Science writer Jim Baggott , author of The Quantum Story (which I just read) and new title Quantum Space (Oxford Univ. Press, 2019), continues to ask tough questions about the nature of the universe, what space is actually composed of, and the existence of time itself.

“Loop Quantum Gravity,” a new contender for the “Theory of Everything” physicists have long sought, zeroes in on the very fabric of spacetime rather than the pursuit of relationships among particles or strings. It deals with the possibility that time may not exist, a conundrum addressed by physicists as “the problem of time.”

LQG suggests that the ultimate essence of space actually is comprised of little loops of gravitational force. Yet Baggott points out that, in following such a formulation to its logical conclusion, “time gets lost in the equations”—as various theories vie to uncover what we know about the universe.

“[Time] has to be reinstated, in effect, as a juxtaposition of different spatial states, i. e., different geometries. So, as the geometry changes, it creates the impression, or illusion, of time,” Baggott concludes.

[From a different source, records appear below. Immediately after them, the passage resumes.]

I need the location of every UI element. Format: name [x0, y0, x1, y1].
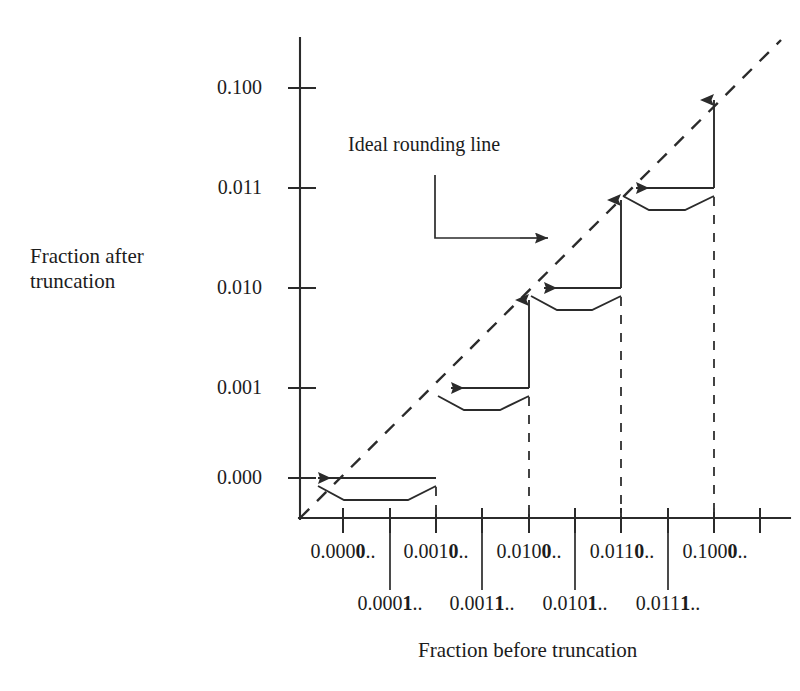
x-tick-label-secondary-2: 0.0101.. — [529, 592, 621, 616]
y-axis-title-line1: Fraction after — [30, 244, 144, 269]
ideal-line-callout-leader — [435, 175, 548, 238]
y-axis-title: Fraction after truncation — [30, 244, 144, 294]
x-tick-label-primary-0: 0.0000.. — [297, 540, 389, 564]
ideal-rounding-line-label: Ideal rounding line — [348, 133, 500, 157]
x-tick-label-primary-4: 0.1000.. — [669, 540, 761, 564]
step-segment-3 — [531, 200, 621, 516]
x-tick-label-secondary-1: 0.0011.. — [436, 592, 528, 616]
y-axis — [288, 38, 316, 519]
x-axis — [299, 508, 790, 533]
x-tick-label-primary-1: 0.0010.. — [390, 540, 482, 564]
y-tick-label-0010: 0.010 — [182, 276, 262, 300]
y-axis-title-line2: truncation — [30, 269, 144, 294]
y-tick-label-0000: 0.000 — [182, 466, 262, 490]
x-tick-label-primary-3: 0.0110.. — [576, 540, 668, 564]
y-tick-label-0001: 0.001 — [182, 376, 262, 400]
x-tick-label-primary-2: 0.0100.. — [483, 540, 575, 564]
ideal-rounding-line — [300, 40, 781, 518]
truncation-rounding-figure: 0.100 0.011 0.010 0.001 0.000 Fraction a… — [0, 0, 800, 691]
x-tick-label-secondary-3: 0.0111.. — [622, 592, 714, 616]
y-tick-label-0100: 0.100 — [182, 76, 262, 100]
step-segment-4 — [623, 100, 714, 516]
diagram-canvas — [0, 0, 800, 691]
y-tick-label-0011: 0.011 — [182, 176, 262, 200]
step-segment-2 — [438, 300, 529, 516]
x-axis-title: Fraction before truncation — [418, 638, 637, 663]
x-tick-label-secondary-0: 0.0001.. — [344, 592, 436, 616]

Does this bring us any closer, perhaps, to a stab at understanding eternity—a “glimpse” of how all persons and events could be equally present in God’s sight? Of a God who is the unchanging center of the shifting universe?

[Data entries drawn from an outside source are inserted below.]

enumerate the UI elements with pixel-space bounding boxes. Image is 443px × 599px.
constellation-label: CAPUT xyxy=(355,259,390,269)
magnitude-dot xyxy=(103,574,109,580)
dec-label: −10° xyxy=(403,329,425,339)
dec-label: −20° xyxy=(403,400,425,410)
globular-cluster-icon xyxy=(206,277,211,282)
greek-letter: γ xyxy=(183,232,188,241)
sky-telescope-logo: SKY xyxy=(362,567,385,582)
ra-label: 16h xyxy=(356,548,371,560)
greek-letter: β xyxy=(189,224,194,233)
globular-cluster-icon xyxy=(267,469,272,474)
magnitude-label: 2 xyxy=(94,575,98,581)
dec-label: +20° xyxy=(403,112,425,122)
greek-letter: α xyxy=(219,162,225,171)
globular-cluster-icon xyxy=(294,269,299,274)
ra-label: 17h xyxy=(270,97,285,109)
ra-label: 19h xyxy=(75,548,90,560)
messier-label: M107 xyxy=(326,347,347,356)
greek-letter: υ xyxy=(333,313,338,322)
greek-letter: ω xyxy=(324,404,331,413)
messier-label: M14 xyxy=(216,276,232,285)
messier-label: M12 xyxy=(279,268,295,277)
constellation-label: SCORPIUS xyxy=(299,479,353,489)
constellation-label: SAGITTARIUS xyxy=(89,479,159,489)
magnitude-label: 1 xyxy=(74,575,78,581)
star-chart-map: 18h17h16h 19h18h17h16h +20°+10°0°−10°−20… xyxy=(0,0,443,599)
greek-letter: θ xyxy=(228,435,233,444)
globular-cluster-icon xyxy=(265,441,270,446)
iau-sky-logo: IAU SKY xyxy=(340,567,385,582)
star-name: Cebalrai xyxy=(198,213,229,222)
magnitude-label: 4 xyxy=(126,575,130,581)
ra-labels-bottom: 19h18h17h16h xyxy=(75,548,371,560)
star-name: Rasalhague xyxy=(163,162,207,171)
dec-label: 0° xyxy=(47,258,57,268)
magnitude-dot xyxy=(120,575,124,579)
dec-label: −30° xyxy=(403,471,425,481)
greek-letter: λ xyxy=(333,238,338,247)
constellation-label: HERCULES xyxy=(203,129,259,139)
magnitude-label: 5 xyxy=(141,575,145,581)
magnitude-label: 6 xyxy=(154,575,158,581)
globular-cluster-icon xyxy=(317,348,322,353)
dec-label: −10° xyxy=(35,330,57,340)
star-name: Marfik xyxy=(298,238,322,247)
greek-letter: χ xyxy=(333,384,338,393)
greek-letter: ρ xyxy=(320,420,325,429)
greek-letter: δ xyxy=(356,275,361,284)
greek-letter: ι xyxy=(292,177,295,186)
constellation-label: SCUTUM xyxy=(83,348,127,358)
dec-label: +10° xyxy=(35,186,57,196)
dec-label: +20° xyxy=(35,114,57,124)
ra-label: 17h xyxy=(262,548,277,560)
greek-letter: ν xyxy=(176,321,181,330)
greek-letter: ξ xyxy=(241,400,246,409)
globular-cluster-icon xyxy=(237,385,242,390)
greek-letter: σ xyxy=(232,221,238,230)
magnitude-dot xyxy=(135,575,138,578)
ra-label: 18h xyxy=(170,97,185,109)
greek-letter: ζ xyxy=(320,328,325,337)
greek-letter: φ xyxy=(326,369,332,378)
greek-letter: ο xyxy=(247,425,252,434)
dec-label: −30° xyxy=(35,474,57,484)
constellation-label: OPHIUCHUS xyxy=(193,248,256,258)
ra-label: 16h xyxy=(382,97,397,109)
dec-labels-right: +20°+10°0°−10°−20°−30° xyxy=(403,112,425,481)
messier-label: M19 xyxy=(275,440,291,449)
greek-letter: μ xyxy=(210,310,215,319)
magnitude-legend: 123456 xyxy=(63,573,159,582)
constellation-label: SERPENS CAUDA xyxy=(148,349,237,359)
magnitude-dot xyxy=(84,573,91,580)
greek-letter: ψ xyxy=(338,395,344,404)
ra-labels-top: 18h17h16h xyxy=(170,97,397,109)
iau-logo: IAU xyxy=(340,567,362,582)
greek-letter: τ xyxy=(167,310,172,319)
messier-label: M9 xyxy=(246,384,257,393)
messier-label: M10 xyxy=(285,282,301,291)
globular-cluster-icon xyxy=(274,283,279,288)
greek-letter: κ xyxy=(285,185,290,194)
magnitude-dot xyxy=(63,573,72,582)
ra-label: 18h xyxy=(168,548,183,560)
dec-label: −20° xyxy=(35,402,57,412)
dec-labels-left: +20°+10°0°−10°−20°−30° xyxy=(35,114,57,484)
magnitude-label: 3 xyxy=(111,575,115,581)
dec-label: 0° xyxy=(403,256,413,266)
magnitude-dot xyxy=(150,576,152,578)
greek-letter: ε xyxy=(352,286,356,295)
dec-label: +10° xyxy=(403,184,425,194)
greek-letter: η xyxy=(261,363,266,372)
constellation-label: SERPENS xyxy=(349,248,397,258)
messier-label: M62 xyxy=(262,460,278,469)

Certainly it brings to mind the words of Hebrews 4:13 that nothing in all creation is hidden from God’s sight—as well as these lines of Walter Chalmers Smith’s famous hymn:

Immortal, invisible, God only wise,
In light inaccessible hid from our eyes,
Most blessèd, most glorious, the Ancient of Days,
Almighty, victorious, thy great Name we praise.

In worship, the questions and the pondering cease for what we, who still feel as though we dwell in time, would call a “moment.”